John Sillett and George Curtis, Coventry City
John Sillett and George Curtis are the dream version of this whole idea. If there is one joint-management partnership that every other one gets measured against, it is Coventry City in the mid-1980s.
They came together late in the 1985/86 season, with Coventry in relegation trouble and badly needing a spark. The club survived, winning two of their final three matches, and the appointment that might have looked like an emergency measure suddenly had a very different feel.
The following season turned them into Coventry legends. Sillett and Curtis led the club to the 1987 FA Cup, beating Tottenham Hotspur 3-2 after extra time at Wembley. It remains one of the great FA Cup finals, not only because of the result but because Coventry played with such belief against a Spurs side many expected to win.
The partnership had a natural balance. Sillett was central to the coaching and tactical side, while Curtis brought authority, organisation and a deep connection with Coventry. It was not two men trying to share one voice awkwardly. It was two men with different strengths pulling in the same direction.
Curtis stepped back after the cup win, leaving Sillett to continue as manager, but the double act had already done enough to become part of the club’s history. Many joint appointments end with confusion, compromise or one man eventually taking over. Coventry’s ended with a major trophy and a legacy that still stands.
It is the example that proves joint management is not automatically flawed. It can work brilliantly, but only when the relationship is genuine, the roles are understood, and the club has the right people at the right time.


▶ [What the task asks] Copy every line of the entries that has the string "valley" in it.

▶ [Entries shown]
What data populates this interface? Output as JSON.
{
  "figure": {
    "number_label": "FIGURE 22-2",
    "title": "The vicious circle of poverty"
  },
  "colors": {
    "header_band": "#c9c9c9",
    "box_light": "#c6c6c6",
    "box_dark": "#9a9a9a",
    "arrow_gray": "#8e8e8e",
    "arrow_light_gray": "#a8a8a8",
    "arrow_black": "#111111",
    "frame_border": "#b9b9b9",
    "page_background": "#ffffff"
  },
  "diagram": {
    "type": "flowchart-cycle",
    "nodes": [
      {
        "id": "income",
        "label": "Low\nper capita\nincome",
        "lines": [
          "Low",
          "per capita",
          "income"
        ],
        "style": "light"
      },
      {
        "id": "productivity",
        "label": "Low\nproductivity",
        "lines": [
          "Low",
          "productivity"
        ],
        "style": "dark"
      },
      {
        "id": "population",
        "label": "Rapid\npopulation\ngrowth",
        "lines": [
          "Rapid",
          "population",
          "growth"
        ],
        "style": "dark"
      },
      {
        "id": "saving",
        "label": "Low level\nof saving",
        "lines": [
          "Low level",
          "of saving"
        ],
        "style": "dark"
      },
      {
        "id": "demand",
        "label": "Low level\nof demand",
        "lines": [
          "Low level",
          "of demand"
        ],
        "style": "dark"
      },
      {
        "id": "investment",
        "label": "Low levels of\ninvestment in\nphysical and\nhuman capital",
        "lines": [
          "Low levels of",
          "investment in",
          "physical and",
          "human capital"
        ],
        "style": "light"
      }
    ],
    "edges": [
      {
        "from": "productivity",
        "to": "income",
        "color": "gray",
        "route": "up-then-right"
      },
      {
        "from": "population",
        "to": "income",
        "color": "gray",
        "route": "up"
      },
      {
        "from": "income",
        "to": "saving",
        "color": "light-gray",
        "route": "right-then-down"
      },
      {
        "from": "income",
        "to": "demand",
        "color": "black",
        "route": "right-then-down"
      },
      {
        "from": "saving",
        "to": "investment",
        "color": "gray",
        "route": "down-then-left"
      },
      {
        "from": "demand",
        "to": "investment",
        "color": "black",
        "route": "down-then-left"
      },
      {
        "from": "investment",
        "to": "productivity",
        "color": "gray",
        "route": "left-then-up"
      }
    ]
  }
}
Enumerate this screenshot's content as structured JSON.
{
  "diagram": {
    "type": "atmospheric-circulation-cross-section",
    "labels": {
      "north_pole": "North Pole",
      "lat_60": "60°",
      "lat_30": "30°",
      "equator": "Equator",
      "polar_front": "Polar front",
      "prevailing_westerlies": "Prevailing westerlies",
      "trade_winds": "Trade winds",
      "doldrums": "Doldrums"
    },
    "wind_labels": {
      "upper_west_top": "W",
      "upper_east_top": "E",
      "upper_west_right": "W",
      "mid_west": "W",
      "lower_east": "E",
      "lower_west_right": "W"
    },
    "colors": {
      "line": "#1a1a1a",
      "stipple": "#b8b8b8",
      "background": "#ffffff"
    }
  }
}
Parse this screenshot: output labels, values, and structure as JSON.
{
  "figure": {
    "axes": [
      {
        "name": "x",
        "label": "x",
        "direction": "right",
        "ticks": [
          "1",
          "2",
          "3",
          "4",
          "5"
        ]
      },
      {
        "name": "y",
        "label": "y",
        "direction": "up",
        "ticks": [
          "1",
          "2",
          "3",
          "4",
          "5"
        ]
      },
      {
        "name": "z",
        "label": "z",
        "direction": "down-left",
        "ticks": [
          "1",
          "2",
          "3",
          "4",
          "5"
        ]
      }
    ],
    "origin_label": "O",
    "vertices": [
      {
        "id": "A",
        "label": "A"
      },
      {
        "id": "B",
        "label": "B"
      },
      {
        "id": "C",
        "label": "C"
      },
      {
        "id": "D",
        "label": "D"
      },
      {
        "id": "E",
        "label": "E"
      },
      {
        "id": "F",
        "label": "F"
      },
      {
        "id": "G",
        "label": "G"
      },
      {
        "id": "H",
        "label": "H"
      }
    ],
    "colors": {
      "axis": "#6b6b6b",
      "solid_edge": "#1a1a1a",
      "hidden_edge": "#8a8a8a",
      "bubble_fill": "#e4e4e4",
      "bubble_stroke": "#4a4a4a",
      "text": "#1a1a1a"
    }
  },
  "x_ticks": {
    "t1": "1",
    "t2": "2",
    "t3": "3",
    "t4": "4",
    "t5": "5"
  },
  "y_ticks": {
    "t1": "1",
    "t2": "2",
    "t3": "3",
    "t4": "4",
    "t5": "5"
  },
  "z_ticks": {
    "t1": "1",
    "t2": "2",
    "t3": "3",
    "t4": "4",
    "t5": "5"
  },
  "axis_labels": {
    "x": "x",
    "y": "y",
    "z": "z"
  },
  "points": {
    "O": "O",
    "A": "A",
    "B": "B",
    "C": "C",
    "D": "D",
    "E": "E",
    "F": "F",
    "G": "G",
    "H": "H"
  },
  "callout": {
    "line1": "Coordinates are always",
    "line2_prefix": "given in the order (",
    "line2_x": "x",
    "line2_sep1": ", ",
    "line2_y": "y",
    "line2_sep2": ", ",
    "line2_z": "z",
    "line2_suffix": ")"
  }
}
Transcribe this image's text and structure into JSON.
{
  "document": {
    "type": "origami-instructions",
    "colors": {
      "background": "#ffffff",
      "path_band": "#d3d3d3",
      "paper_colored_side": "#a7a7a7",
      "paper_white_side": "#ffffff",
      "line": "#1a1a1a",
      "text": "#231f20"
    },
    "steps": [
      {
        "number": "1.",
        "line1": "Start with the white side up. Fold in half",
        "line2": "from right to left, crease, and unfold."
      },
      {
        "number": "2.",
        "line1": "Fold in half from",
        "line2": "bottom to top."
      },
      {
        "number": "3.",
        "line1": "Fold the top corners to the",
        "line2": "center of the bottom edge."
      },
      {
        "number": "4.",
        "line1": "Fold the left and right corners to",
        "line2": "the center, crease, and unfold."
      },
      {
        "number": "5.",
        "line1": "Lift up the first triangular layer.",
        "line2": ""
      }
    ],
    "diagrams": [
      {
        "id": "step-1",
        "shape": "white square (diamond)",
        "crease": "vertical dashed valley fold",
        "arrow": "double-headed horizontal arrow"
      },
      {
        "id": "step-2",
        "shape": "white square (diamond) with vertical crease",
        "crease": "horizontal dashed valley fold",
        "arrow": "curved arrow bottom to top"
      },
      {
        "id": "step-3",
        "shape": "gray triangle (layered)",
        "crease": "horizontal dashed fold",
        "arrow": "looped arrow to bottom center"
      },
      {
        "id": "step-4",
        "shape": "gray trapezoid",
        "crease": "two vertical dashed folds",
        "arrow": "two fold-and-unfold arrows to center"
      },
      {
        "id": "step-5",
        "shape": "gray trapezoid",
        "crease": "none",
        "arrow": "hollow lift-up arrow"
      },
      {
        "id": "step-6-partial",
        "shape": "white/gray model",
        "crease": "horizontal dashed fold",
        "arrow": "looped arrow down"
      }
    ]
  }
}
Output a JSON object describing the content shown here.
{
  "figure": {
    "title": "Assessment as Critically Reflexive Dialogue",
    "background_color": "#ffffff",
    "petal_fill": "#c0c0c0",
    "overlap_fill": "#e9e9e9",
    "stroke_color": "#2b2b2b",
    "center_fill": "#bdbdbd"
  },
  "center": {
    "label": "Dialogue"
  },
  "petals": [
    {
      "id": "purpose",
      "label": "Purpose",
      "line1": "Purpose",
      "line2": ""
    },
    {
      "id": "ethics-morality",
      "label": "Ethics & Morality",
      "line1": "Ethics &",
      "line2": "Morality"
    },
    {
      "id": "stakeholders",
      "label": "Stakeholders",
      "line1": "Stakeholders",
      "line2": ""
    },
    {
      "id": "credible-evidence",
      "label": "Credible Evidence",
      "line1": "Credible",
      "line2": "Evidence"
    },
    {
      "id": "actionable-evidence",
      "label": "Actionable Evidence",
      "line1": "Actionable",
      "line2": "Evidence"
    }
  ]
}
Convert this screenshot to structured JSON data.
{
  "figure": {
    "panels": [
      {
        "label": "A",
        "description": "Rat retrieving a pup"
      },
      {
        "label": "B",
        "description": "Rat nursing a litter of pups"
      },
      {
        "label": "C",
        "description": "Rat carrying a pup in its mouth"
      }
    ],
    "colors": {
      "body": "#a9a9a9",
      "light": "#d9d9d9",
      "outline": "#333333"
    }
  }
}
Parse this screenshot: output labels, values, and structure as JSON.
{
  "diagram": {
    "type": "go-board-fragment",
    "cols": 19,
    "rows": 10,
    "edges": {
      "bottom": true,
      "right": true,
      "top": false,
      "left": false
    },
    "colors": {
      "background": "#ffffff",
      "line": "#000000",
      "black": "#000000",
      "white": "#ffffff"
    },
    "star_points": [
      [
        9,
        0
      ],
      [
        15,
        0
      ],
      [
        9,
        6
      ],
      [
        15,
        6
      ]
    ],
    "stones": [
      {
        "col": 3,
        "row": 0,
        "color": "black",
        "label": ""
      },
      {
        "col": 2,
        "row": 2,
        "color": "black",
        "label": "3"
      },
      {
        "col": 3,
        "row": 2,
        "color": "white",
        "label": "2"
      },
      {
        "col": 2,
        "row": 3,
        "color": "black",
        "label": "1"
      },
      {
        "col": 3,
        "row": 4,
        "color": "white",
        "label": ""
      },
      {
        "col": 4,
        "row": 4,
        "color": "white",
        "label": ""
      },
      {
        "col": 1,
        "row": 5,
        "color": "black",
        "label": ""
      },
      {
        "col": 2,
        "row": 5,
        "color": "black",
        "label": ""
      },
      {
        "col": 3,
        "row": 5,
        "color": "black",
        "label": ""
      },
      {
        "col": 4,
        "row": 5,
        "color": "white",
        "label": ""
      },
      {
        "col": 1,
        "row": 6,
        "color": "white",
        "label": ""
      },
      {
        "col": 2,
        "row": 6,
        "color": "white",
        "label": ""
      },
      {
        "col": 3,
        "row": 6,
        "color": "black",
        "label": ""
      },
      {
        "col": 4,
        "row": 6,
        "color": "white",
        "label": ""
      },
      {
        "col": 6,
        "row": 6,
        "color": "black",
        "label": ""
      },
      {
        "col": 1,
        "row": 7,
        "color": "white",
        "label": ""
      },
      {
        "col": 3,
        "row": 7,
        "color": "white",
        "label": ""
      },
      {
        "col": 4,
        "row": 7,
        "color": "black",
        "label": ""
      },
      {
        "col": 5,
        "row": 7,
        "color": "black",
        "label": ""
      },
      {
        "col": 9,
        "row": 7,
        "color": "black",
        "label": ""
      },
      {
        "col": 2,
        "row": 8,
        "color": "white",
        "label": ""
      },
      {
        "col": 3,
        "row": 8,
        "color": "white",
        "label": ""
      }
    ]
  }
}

▶ [Reply to the exercise]
        "crease": "vertical dashed valley fold",
        "crease": "horizontal dashed valley fold",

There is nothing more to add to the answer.